After his initial prototype of the late 1860s, Roper built a new and revised version in 1894, based on the then state of the art safety bicycle frame type.
[12][13] The AMA Hall of Fame and motoring author Mick Walker put Roper's steam velocipede at 1869, in accordance with the date of the machine in the Smithsonian.
[1][15] Classic Bike editor Hugo Wilson says the existence of an 1869 patent for the Michaux-Perreaux gives it "the better claim to 'first'", even though the Roper was built around the same time.
[11][20] Instead, the recognition should go to the internal combustion Reitwagan because it blazed a trail that was followed by the thousands of successful motorcycles subsequently built in the 20th century.
"[11] By this logic, when some future form of motorcycle propulsion takes over from internal combustion, everything that went before will be disqualified, because it turned out to be a dead end technology.
[1][11] The reason, they say, is that it did in fact pioneer successful motorcycle technologies, including the twistgrip throttle control, and the frame geometry and engine placement used by the motorcycle as we know it today, while the Reitwagen was exceedingly crude, failing to employ the well understood principles of rake and trail to remain upright by movements of the front fork, and turn by leaning.

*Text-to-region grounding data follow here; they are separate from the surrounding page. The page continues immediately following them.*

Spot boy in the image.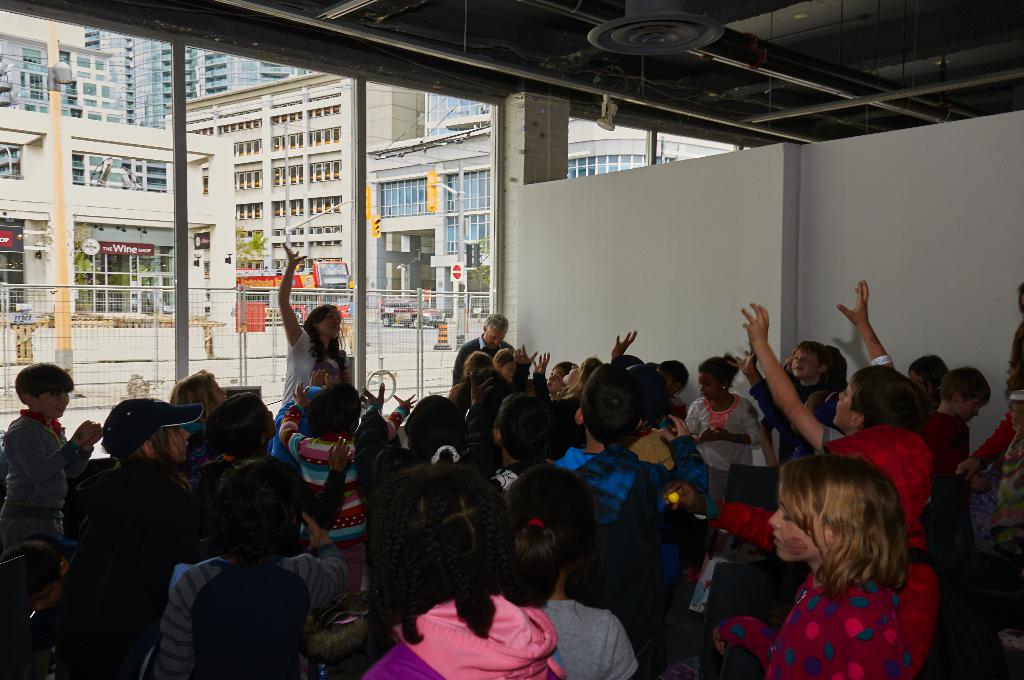
boy found at 922:360:1001:488.
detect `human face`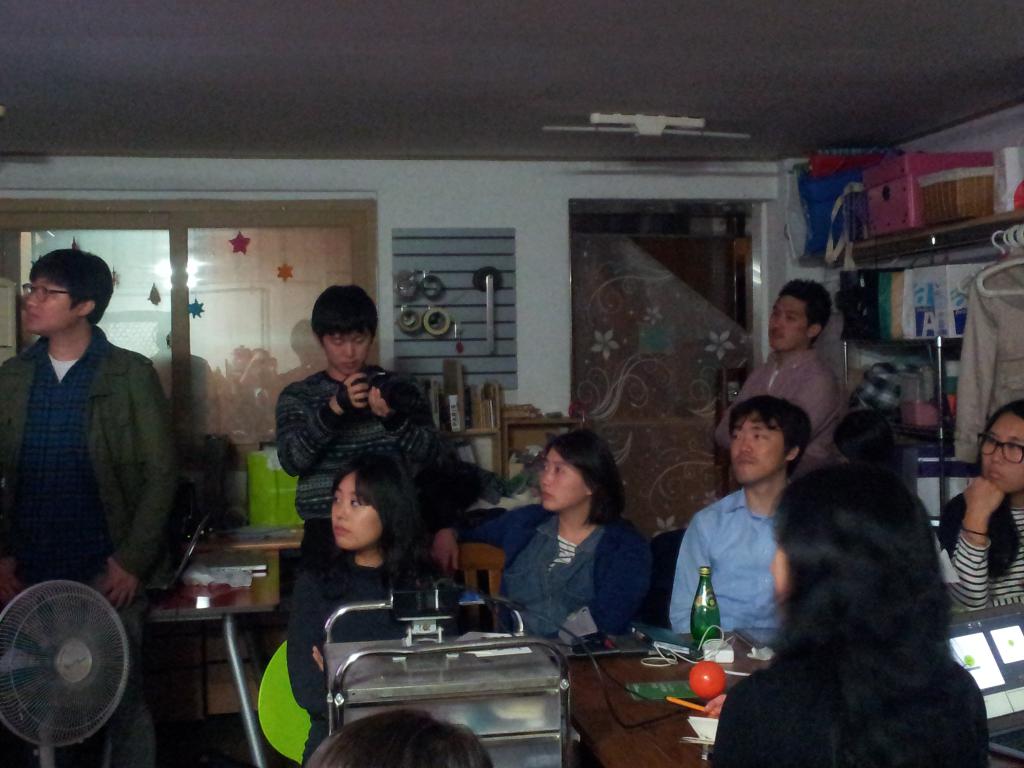
[x1=769, y1=292, x2=810, y2=352]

[22] Trail, also called fork offset, is an element contributing to the stability of bicycle and motorcycle dynamics,[22] and the lack of it was one reason why the Reitwagen had to rely on two outrigger wheels to keep it from falling down, so it remained vertical and was steered much like a tricycle.
[34][35] Motorized bicycle pacers had recently emerged with crude deDion-based gasoline engines, but these were unreliable and often disappointed racing fans.
[34] Roper was known to regularly ride this machine, which he called his 'self propeller', from his home at 299 Eustis Ave [37] in Roxbury to the Boston harbor, a distance of 7 miles, the engine's maximum range.
Roper claimed his machine could 'climb any hill and outrun any horse', and American Machinist magazine noted, "the exhaust from the stack was entirely invisible so far as steam was concerned; a slight noise was perceptible, but not to any disagreeable extent.".
He was then encouraged to give a demonstration of maximum speed, and was timed at over 40 mph, when a 'sudden pallor' was seen on his face, and his machine wobbled to a stop, Roper falling off his cycle.
It was the fourth venue for the motorcycle design show which had first opened at the Guggenheim New York in 1998, where the Michaux-Perreaux velocipede had been the first machine viewers saw upon entering the rotunda of the museum.